Colony Room Club: Bohemian Rhapsody

Dan Carrier, Camden News Journal, 2020年2月27日

Soho’s Colony Room Club – the haunt of artists, actors and chippies – is now the subject of a new show and book.

 

ARTIST Darren Coffield has turned detective to trace the story of the infamous Colony Room Club in Soho for a new show and book.

Darren – whose works have been displayed in places such as the National Portrait Gallery and Somerset House – was a regular at the Dean Street drinking den.

And after its closure in 2008, he came into the possession of taped interviews with some of the leading lights that made it the home to London bohemia.

 

Now, after transcribing the interviews, he has spent five years tracking down art and photos that graced the tobacco-stained walls – and used it as a basis for a social history of a small Georgian room whose cultural influence rippled out across decades.

“In 1998, when it was the club’s 50th anniversary, there was an attempt to interview members to mark the date,” he recalls.

 

Molly Parkin by Darren Coffield

 

Barman-turned-owner Michael Wojas decided he should capture some of the stories of the regulars that made the club so legendary, but it was an alcohol-steeped plan that never got very far.

 

“I tried to help Michael finish it but it got nowhere and I was left with these tapes,” says Darren.

 

It was the haunt of names such as Francis Bacon, George Melly, Damien Hirst, Lisa Stanfield, Colin MacInnes, Tom Baker, the spies Donald Maclean and Guy Burgess and Christine Keeler – but it was also home to those eccentrics and bohemians whose names few would remember.

 

The Colony came into being in 1948, though there had been a bar there since 1913.

“Because of licensing laws limiting opening hours there were 500 drinking clubs in Westminster,” says Darren.

 

Mick Jagger photographed by David Bailey

 

“There was a taxi drivers’ club and a crooks’ club, a musicians’ club, depending on what you did. That was what made the Colony different – it was a mix. You’d get actors and artists, carpenters and stage hands, show girls and intellectuals, tradesmen rubbing shoulders with bohemians.

 

“Bacon had unlimited credit. In the 50s he ran up a bar bill of £2,000 – enough to buy a house. But he would bring in people from all around the world – Henri Cartier-Bresson, for example.”

 

No one judged anyone else, adds Darren.

 

“There was a man who drank a lot there called Brian the Burglar,” he recalls. “Every Christmas people would give him a shopping list and he’d go to Harrods and pinch them their gifts. He once went to blow up a safe in a post office and used so much dynamite the building collapsed, leaving the safe untouched.

 

George Melly

 

“Women could feel completely safe. Muriel Belcher was a lesbian and had a black girlfriend from Jamaica. The only thing you couldn’t be was boring. That would get you thrown out. The idea was to be funny, not rich.”

 

Darren first walked up the narrow stairs as a an art student in 1988.

 

“I was at art school and at the time my friends were going to raves in fields,” he says.

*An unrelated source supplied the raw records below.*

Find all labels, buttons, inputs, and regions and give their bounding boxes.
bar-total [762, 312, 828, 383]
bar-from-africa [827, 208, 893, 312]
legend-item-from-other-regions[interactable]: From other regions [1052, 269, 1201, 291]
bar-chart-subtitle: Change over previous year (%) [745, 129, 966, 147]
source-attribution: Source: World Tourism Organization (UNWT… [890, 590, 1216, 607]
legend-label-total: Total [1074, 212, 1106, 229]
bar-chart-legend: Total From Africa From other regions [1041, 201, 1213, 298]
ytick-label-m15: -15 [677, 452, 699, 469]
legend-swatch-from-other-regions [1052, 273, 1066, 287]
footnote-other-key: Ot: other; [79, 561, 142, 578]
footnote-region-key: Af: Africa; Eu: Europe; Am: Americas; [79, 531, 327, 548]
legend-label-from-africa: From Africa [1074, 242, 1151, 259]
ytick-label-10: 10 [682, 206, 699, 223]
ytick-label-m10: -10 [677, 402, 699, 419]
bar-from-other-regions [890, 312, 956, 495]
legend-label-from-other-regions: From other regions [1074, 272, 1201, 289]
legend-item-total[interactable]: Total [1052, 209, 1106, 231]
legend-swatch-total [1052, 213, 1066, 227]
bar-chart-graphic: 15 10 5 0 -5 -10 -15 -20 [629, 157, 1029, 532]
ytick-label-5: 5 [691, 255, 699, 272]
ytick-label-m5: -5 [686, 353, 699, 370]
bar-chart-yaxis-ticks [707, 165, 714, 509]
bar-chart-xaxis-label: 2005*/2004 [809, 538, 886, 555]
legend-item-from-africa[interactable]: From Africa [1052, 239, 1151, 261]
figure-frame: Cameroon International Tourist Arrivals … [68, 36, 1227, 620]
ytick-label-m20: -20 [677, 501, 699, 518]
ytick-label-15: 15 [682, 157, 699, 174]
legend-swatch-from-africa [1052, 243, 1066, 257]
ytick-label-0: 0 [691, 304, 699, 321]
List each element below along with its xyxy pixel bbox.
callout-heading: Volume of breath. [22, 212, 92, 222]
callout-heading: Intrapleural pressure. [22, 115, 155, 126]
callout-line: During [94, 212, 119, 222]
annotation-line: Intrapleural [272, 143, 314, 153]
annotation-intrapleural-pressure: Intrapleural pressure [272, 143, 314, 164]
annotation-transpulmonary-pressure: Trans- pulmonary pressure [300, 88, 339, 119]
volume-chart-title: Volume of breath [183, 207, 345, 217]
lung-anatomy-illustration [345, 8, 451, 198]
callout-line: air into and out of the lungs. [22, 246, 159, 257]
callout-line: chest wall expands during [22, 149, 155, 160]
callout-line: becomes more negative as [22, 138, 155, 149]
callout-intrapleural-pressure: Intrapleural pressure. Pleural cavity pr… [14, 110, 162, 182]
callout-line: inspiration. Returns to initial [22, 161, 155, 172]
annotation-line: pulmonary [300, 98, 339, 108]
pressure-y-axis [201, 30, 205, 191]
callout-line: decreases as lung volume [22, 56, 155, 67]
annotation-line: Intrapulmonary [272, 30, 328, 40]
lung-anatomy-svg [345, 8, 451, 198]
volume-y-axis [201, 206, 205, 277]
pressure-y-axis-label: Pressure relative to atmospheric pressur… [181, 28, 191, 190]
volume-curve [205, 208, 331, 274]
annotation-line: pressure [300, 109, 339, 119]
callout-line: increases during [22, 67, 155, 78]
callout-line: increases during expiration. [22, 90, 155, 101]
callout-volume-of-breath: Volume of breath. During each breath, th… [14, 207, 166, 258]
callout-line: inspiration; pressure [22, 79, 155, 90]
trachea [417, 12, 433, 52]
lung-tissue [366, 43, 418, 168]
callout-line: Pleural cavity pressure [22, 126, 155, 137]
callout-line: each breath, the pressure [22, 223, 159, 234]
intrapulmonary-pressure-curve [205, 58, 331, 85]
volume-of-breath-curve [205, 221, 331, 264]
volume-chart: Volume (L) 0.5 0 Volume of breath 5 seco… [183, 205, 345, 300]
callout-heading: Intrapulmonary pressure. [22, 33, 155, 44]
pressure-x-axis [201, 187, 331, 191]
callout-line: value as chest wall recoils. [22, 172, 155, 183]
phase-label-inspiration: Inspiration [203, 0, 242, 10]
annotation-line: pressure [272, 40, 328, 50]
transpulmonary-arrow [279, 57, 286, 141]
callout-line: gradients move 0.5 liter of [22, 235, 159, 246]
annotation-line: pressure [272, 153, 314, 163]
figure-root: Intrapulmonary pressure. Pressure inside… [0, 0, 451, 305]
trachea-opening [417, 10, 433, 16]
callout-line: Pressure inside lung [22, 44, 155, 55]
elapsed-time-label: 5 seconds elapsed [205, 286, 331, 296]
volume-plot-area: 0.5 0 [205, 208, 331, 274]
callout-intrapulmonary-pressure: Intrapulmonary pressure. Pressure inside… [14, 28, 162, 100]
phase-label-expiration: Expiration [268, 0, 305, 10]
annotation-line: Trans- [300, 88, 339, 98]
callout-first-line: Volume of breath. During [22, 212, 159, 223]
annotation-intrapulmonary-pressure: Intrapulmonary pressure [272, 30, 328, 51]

“It was a bit of an old fogey thing, getting drunk in a private members’ club, but I liked the fact it seemed like a strange thing to be doing. I was interested in meeting the people there, people like Bacon. It was something different and felt like being part of living history.”

 

As well as stories from regulars, the book and exhibition features artworks never seen before. It includes a painting of Belcher on her death bed, and photos by Soho chronicler John Deakin.

 

Francis Bacon as photographed by Henry Cartier-Bresson

 

“I spent five years hunting things down,” Darren adds. “I found members who had taken photographs and artworks from the walls. There were so many hidden gems.”

As well being the sort of place Bacon could run up a large bar bill that he’d pay off by handing over a painting, Darren says cultural changes in British society can be traced by life at Colony.

 

“There was a sense that important things had happened there – it reflected the changes within society between 1948 and 2008,” he adds.

 

It saw scandals that changed the world: Lord Montagu and Peter Wildeblood were members who were prosecuted for a homosexual act – and it prompted Wildeblood to campaign to change the law. The Colony Room’s demise is tinged with tragedy.

 

Damien Hirst

 

Michael Wojas, who had worked there since the early 1980s, had taken it over and in 2008 he shut it down.

 

“The lease was running down but it could have been automatically renewed,” he says. “It wasn’t a lot of money and people were prepared to chip in. But Michael had developed a drug habit and had not been paying the bills for 18 months.

 

“He had run it for 27 years. Most people wouldn’t last 27 months in there.

“It was only the last few years he fell victim to his vices.”

 

It is now someone’s flat – and another piece of Soho’s Bohemian world has been lost to a landlord’s thirst for money – but the tales of life at the Colony live on.